GLENS FALLS, NY .- The Hyde Collection announced the gift of an extensive collection of nineteenth-century French etchings, lithographs, engravings, woodcuts, and books. Donated by Tobin A. Sparling, in memory of his parents Leon H. and Marie Buttlar Sparling, the gift includes works by Pierre Bonnard, Félix Bracquemond, Jules Chéret, Eugene Delacroix, Maurice Denis, Henri Evenepoel, Jean-Louis Forain, Théodore Géricault, Henri-Gabriel Ibels, Alphonse Mucha, Paul Serusier, Théophile-Alexandre Steinlen, Henri de Toulouse-Lautrec, and Félix Vallotton, among others.
We are so very appreciative of this significant gift to the Museum, says Hyde director Charles A. Guerin. As a child, Tobin remembers coming to The Hyde with his parents on a regular basis. They instilled in him the love of art which makes this generous gift even more meaningful for us.
This donation is the second major gift made by Mr. Sparling. In 2008, he donated thirty Old Master prints surveying the major printmaking styles and techniques in Northern and Southern Europe from the fifteenth to the eighteenth centuries. The prints were featured in the exhibition Old Master Prints from the Sparling Family Collection in 2009. In 2012, Sparling lent twenty-three nineteenth-century prints to the exhibition Toulouse-Lautrec & Company: Prints from the Belle Époque. A majority of these works are included in this gift.
It is a pleasure to donate to The Hyde, which not only evokes wonderful childhood memories, but also goes from strength to strength and gets better and better, states Sparling. I hope this gift will encourage others to support what I believe is one of the crown jewels of upstate New York.
Originally from South Glens Falls, Mr. Sparling currently lives in Houston, Texas where he is a Professor of Law at South Texas College of Law, specializing in legal research and writing. A graduate of South Glens Falls Senior High School, Dartmouth College, and Columbia University, Sparling also holds graduate degrees in library science and art history. Before obtaining his law degree, he worked in the rare books departments of the Yale Center for British Art and at the print collection of the New York Public Library, where his interest in French prints developed.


- _ACTIVITY_: Every record below should be retyped exactly, and no picture should appear in the copy.

[Dataset entries]
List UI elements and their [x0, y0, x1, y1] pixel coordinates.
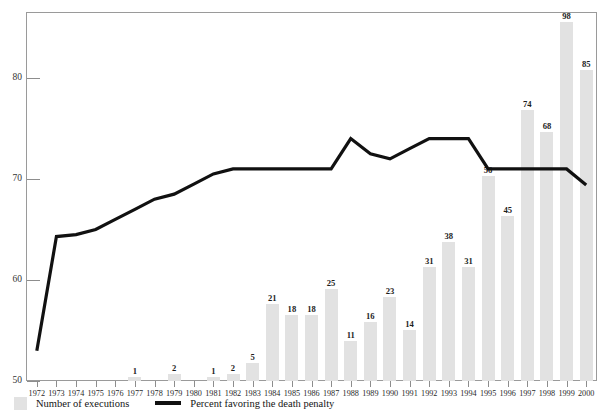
x-axis-tick-1995 [488, 381, 489, 387]
bar-1994 [462, 267, 475, 381]
bar-1999 [560, 22, 573, 381]
bar-value-label-1989: 16 [358, 311, 382, 321]
bar-1984 [266, 304, 279, 381]
x-axis-tick-1972 [37, 381, 38, 387]
bar-1985 [285, 315, 298, 381]
x-axis-tick-1999 [567, 381, 568, 387]
bar-1981 [207, 377, 220, 381]
bar-1988 [344, 341, 357, 381]
x-axis-tick-1982 [233, 381, 234, 387]
bar-1998 [540, 132, 553, 381]
bar-1977 [128, 377, 141, 381]
y-axis-label-60: 60 [0, 274, 22, 284]
x-axis-tick-1976 [115, 381, 116, 387]
bar-value-label-1994: 31 [456, 256, 480, 266]
bar-1989 [364, 322, 377, 381]
bar-1979 [168, 374, 181, 381]
bar-value-label-1999: 98 [555, 11, 579, 21]
y-axis-tick-70 [27, 179, 40, 180]
bar-value-label-1987: 25 [319, 278, 343, 288]
x-axis-tick-1994 [468, 381, 469, 387]
bar-value-label-1988: 11 [339, 330, 363, 340]
y-axis-label-50: 50 [0, 375, 22, 385]
x-axis-tick-1987 [331, 381, 332, 387]
x-axis-tick-1996 [508, 381, 509, 387]
bar-1995 [482, 176, 495, 381]
bar-value-label-1997: 74 [515, 99, 539, 109]
bar-value-label-1986: 18 [300, 304, 324, 314]
chart-figure: 5060708019721973197419751976197719781979… [0, 0, 613, 417]
x-axis-tick-1989 [370, 381, 371, 387]
bar-1990 [383, 297, 396, 381]
y-axis-label-80: 80 [0, 72, 22, 82]
x-axis-tick-1981 [213, 381, 214, 387]
bar-value-label-2000: 85 [574, 59, 598, 69]
executions-swatch-icon [14, 397, 27, 410]
x-axis-tick-1975 [96, 381, 97, 387]
x-axis-tick-1977 [135, 381, 136, 387]
percent-line-swatch-icon [155, 401, 181, 405]
legend-label-percent: Percent favoring the death penalty [190, 398, 334, 409]
bar-value-label-1991: 14 [398, 319, 422, 329]
bar-1987 [325, 289, 338, 381]
y-axis-tick-50 [27, 381, 40, 382]
bar-value-label-1979: 2 [162, 363, 186, 373]
bar-1992 [423, 267, 436, 381]
bar-value-label-1992: 31 [417, 256, 441, 266]
chart-legend: Number of executions Percent favoring th… [14, 393, 334, 413]
bar-value-label-1995: 56 [476, 165, 500, 175]
bar-1993 [442, 242, 455, 381]
bar-value-label-1998: 68 [535, 121, 559, 131]
bar-value-label-1982: 2 [221, 363, 245, 373]
y-axis-label-70: 70 [0, 173, 22, 183]
bar-1983 [246, 363, 259, 381]
x-axis-tick-1980 [194, 381, 195, 387]
x-axis-tick-1974 [76, 381, 77, 387]
bar-1996 [501, 216, 514, 381]
x-axis-tick-1984 [272, 381, 273, 387]
x-axis-tick-1998 [547, 381, 548, 387]
x-axis-tick-1979 [174, 381, 175, 387]
x-axis-tick-1990 [390, 381, 391, 387]
bar-value-label-1983: 5 [241, 352, 265, 362]
x-axis-label-2000: 2000 [575, 389, 597, 398]
x-axis-tick-1993 [449, 381, 450, 387]
bar-1986 [305, 315, 318, 381]
clipped-header-text [34, 0, 284, 9]
bar-1982 [227, 374, 240, 381]
legend-label-executions: Number of executions [36, 398, 129, 409]
x-axis-tick-2000 [586, 381, 587, 387]
bar-value-label-1996: 45 [496, 205, 520, 215]
x-axis-tick-1973 [56, 381, 57, 387]
x-axis-tick-1986 [312, 381, 313, 387]
bar-value-label-1993: 38 [437, 231, 461, 241]
bar-value-label-1977: 1 [123, 366, 147, 376]
x-axis-tick-1997 [527, 381, 528, 387]
bar-1991 [403, 330, 416, 381]
x-axis-tick-1992 [429, 381, 430, 387]
y-axis-tick-80 [27, 78, 40, 79]
x-axis-tick-1983 [253, 381, 254, 387]
x-axis-tick-1985 [292, 381, 293, 387]
y-axis-tick-60 [27, 280, 40, 281]
bar-1997 [521, 110, 534, 381]
bar-value-label-1990: 23 [378, 286, 402, 296]
bar-value-label-1984: 21 [260, 293, 284, 303]
bar-2000 [580, 70, 593, 381]
x-axis-tick-1988 [351, 381, 352, 387]
x-axis-tick-1991 [410, 381, 411, 387]
x-axis-tick-1978 [155, 381, 156, 387]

- _ANSWER SECTION_:
List UI elements and their [x0, y0, x1, y1] pixel coordinates.
x-axis-tick-1995 [488, 381, 489, 387]
bar-1994 [462, 267, 475, 381]
bar-1999 [560, 22, 573, 381]
bar-value-label-1989: 16 [358, 311, 382, 321]
bar-1984 [266, 304, 279, 381]
x-axis-tick-1972 [37, 381, 38, 387]
bar-1985 [285, 315, 298, 381]
x-axis-tick-1999 [567, 381, 568, 387]
bar-1981 [207, 377, 220, 381]
bar-1988 [344, 341, 357, 381]
x-axis-tick-1982 [233, 381, 234, 387]
bar-1998 [540, 132, 553, 381]
bar-1977 [128, 377, 141, 381]
y-axis-label-60: 60 [0, 274, 22, 284]
x-axis-tick-1976 [115, 381, 116, 387]
bar-value-label-1994: 31 [456, 256, 480, 266]
bar-1989 [364, 322, 377, 381]
bar-1979 [168, 374, 181, 381]
bar-value-label-1999: 98 [555, 11, 579, 21]
y-axis-tick-70 [27, 179, 40, 180]
bar-value-label-1987: 25 [319, 278, 343, 288]
x-axis-tick-1994 [468, 381, 469, 387]
bar-value-label-1988: 11 [339, 330, 363, 340]
y-axis-label-50: 50 [0, 375, 22, 385]
x-axis-tick-1987 [331, 381, 332, 387]
x-axis-tick-1996 [508, 381, 509, 387]
bar-1995 [482, 176, 495, 381]
bar-value-label-1997: 74 [515, 99, 539, 109]
bar-value-label-1986: 18 [300, 304, 324, 314]
chart-figure: 5060708019721973197419751976197719781979… [0, 0, 613, 417]
x-axis-tick-1989 [370, 381, 371, 387]
bar-1990 [383, 297, 396, 381]
y-axis-label-80: 80 [0, 72, 22, 82]
x-axis-tick-1981 [213, 381, 214, 387]
bar-value-label-2000: 85 [574, 59, 598, 69]
executions-swatch-icon [14, 397, 27, 410]
x-axis-tick-1975 [96, 381, 97, 387]
x-axis-tick-1977 [135, 381, 136, 387]
percent-line-swatch-icon [155, 401, 181, 405]
legend-label-percent: Percent favoring the death penalty [190, 398, 334, 409]
bar-value-label-1991: 14 [398, 319, 422, 329]
bar-1987 [325, 289, 338, 381]
y-axis-tick-50 [27, 381, 40, 382]
bar-value-label-1979: 2 [162, 363, 186, 373]
bar-1992 [423, 267, 436, 381]
bar-value-label-1992: 31 [417, 256, 441, 266]
chart-legend: Number of executions Percent favoring th… [14, 393, 334, 413]
bar-value-label-1995: 56 [476, 165, 500, 175]
bar-1993 [442, 242, 455, 381]
bar-value-label-1998: 68 [535, 121, 559, 131]
bar-value-label-1982: 2 [221, 363, 245, 373]
y-axis-label-70: 70 [0, 173, 22, 183]
bar-1983 [246, 363, 259, 381]
x-axis-tick-1980 [194, 381, 195, 387]
x-axis-tick-1974 [76, 381, 77, 387]
bar-1996 [501, 216, 514, 381]
x-axis-tick-1984 [272, 381, 273, 387]
x-axis-tick-1998 [547, 381, 548, 387]
x-axis-tick-1979 [174, 381, 175, 387]
x-axis-tick-1990 [390, 381, 391, 387]
bar-value-label-1983: 5 [241, 352, 265, 362]
x-axis-label-2000: 2000 [575, 389, 597, 398]
x-axis-tick-1993 [449, 381, 450, 387]
bar-1986 [305, 315, 318, 381]
clipped-header-text [34, 0, 284, 9]
bar-1982 [227, 374, 240, 381]
legend-label-executions: Number of executions [36, 398, 129, 409]
x-axis-tick-2000 [586, 381, 587, 387]
bar-value-label-1996: 45 [496, 205, 520, 215]
x-axis-tick-1973 [56, 381, 57, 387]
x-axis-tick-1986 [312, 381, 313, 387]
bar-value-label-1993: 38 [437, 231, 461, 241]
bar-value-label-1977: 1 [123, 366, 147, 376]
x-axis-tick-1997 [527, 381, 528, 387]
bar-1991 [403, 330, 416, 381]
x-axis-tick-1992 [429, 381, 430, 387]
y-axis-tick-80 [27, 78, 40, 79]
x-axis-tick-1983 [253, 381, 254, 387]
x-axis-tick-1985 [292, 381, 293, 387]
y-axis-tick-60 [27, 280, 40, 281]
bar-1997 [521, 110, 534, 381]
bar-value-label-1990: 23 [378, 286, 402, 296]
bar-value-label-1984: 21 [260, 293, 284, 303]
bar-2000 [580, 70, 593, 381]
x-axis-tick-1988 [351, 381, 352, 387]
x-axis-tick-1991 [410, 381, 411, 387]
x-axis-tick-1978 [155, 381, 156, 387]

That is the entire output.